Lise eyed her husband before answering. He'd tacked on the last half dozen words, she judged, to keep anyone on the other end of a bug happy. "Who possibly could?" she said in the same spirit. "After it broke up the Putsch, who could blame it for anything?"

Heinrich started to nod, then caught himself and wagged a finger at her, as if to say,Naughty, naughty. Lise stuck out her tongue. Maybe she'd meant you couldn't blame the Wehrmacht for anything because it hadn't done anything blameworthy. Or maybe she'd meant you didn't dare blame it for anything, because it was the greatest power in the land. Which? Her green eyes dancing, she shook her head. She was a woman. She was entitled to her mysteries. And she wasn't altogether sure herself.

"What about the Czechs?" she asked, changing the subject a little. "Will the Reich let them go?"

Her husband shrugged. "Beats me. They have the vote last summer to back up their declaration of independence. And if anybody can outfinagle the Foreign Ministry, it's the fellow they've got leading Unity.
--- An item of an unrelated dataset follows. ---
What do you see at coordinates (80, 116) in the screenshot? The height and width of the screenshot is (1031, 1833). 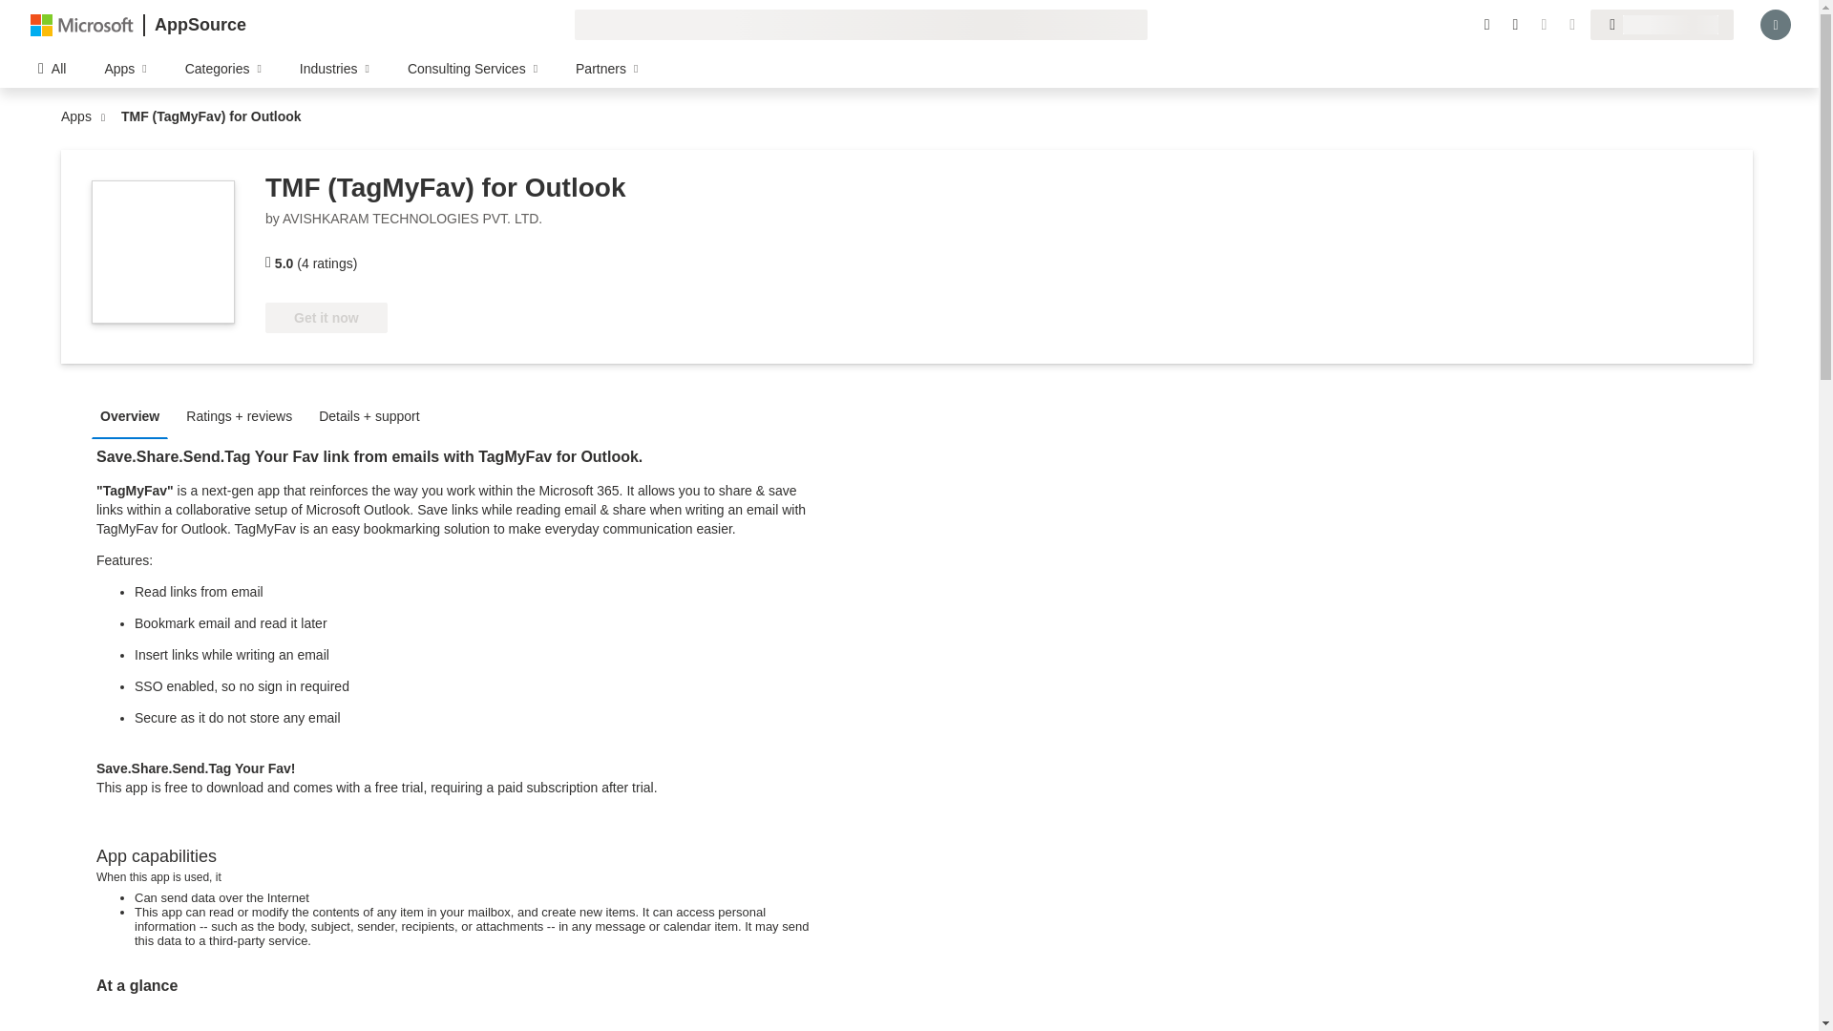 I see `Apps` at bounding box center [80, 116].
He can make you feel ashamed when you do something that isn't on the up-and-up, and how many people are able to do that? But…"

"Yes. But." Lise knew why Heinrich hesitated. The Czechs were Slavs, and Slavs, even Slavs like the Czechs who'd been entangled in German affairs since time out of mind, were in the National Socialist way of thinking Untermenschen. If you once started making concessions to Untermenschen, didn't you acknowledge they might not be so inferior after all? And if you acknowledged that, how did you justify the massacres and the slave labor that had filled the last seventy years?

Even more to the point, if you acknowledged that Slavs-or some Slavs-might not be Untermenschen, didn't you take a step towards acknowledging that Jews also might not be Untermenschen?Could a National Socialist government take a step in that direction?

"the Fuhrer has said mistakes were made in years gone by," Heinrich said; if the Fuhrer said it, it couldn't possibly be treasonous-as long as he stayed Fuhrer. "If we decide to set some of those mistakes to rights, that wouldn't be so bad."

"No. Of course it wouldn't," Lise answered. Even though the Czechs were doing most of the agitating these days, they'd got off relatively easy. How could the Reich make amends to the relative handful of Poles and Russians and Ukrainians who still survived?